WASHINGTON — Tim Berners-Lee went to Congress today with a global view of the future of the Internet and was hit with a dose of here-and-now U.S. policy questions, including network neutrality, digital rights management (DRM) and Internet pornography.
Berners-Lee, the widely acknowledged inventor of the hypertext-linked Web and the author of the first version of HTML, politely declined specific policy advice, but he still made his positions clear.
Testifying before the House Subcommittee on Telecommunications and the Internet, Berners-Lee said in other countries network neutrality is an accepted principle and told lawmakers it is important to protect universal user access to the Internet.
“Most of the rest of the world considers [network] neutrality as essential,” Berners-Lee said. “I feel a non-discriminatory Internet is very important for a world based on the World Wide Web.”
Berners-Lee said when he was growing up in the United Kingdom, mail service was a key communications channel, and the U.K. imposed heavy penalties for interfering with the mail. The Internet should be treated the same, he said.
“Of course, the imperative to assure the free flow of information has only grown given the global nature of the Internet and the Web,” he added. “The special care we extend to the World Wide Web comes from a long tradition that democracies have of protecting their vital communications channels.”
Through federal court decisions and Federal Communications Commission (FCC) rules, U.S. broadband carriers like AT&T and Comcast have been freed of the network neutrality obligations that came with carrying dial-up Internet traffic. AT&T and Verizon, for instance, hope to charge content and application providers extra fees based on bandwidth usage.
Critics say the idea amounts to price discrimination with consumers at risk of having content sped up or slowed down based on carriers’ deals with content providers. The debate has roiled Congress for more than two years, with network neutrality proposals defeated by the then-Republican-controlled Congress.

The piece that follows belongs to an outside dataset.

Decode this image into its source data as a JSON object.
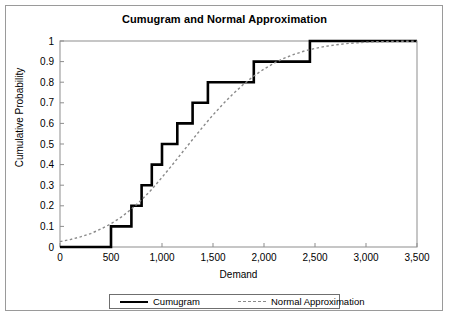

Democrats now in control of Congress promise to push the issue to the top of the telecommunications public policy debate.
“A slight compromise [over network neutrality] might work, but I always think we should err on the side of keeping the medium a blank sheet,” Berners-Lee said. “In other countries neutrality is assumed. When I mention it [the U.S. debate] in other countries, they ask, ‘What is that?'” Berners-Lee said. “I hope it stays that way.”
Berners-Lee also told lawmakers that Internet content should be delivered without DRM protections, claiming copyright locks are not the future but, rather, a relic of the past. As he repeatedly stressed throughout his testimony and in response to the panel’s questions, Berners-Lee said the Internet has grown because of open standards.
“Whether developing an auction site, a search engine or a new way of selling consumers goods, e-commerce entrepreneurs have been able to develop services with the confidence that they will be available for use with an Internet connection and a Web browser,” he said.
He said that among the lessons learned over the first 15 years of the Internet are that new applications and services will continue to grow as long as the Internet remains based on open technical standards, scalable architecture and access to the standards on a royalty-free basis.
Berners-Lee called Apple’s iTunes services an “intriguing mix of proprietary technology and open standards.” However, he predicted a small horizon for long-term success because of Apple’s DRM protections.
“Because Apple uses closed, non-standard technology for its copy protection, the growth is seen as limited. By contrast, the podcast component of iTunes is growing quite dramatically,” he said, noting podcasts are based on open standards.
The alternative to DRM, he suggested, was software that “led people to do the right thing.” He also said he agreed with Apple CEO Steve Jobs’ recent statements that music labels should sell music encoded in an open licensable format. “I’m inclined to let software let you to do the right thing.”
That prompted Rep. Mary Bono to become the only lawmaker Thursday to seriously question Berners-Lee. The California Republican said Berners-Lee and Jobs’ proposal was like a “speed limit with no enforcement,” contending the idea would not stop the widespread theft of content over the Internet.
“With all due respect to Steve Jobs, he’s trying to sell hardware,” Bono said. “I wonder how he would feel if his patents were all over the Internet.”
Berners-Lee replied that some people will always push the bounds but large-scale theft is easy to spot. He added, though, that he had “no firm opinion if we will move to a totally DRM-free world.”
Shifting gears, Rep. Fred Upton (R-Mich.) asked Berners-Lee what could be done about child pornography on the Internet.
“Every powerful tool can be used for good or evil,” he said. “Those things are illegal with or without the Web.”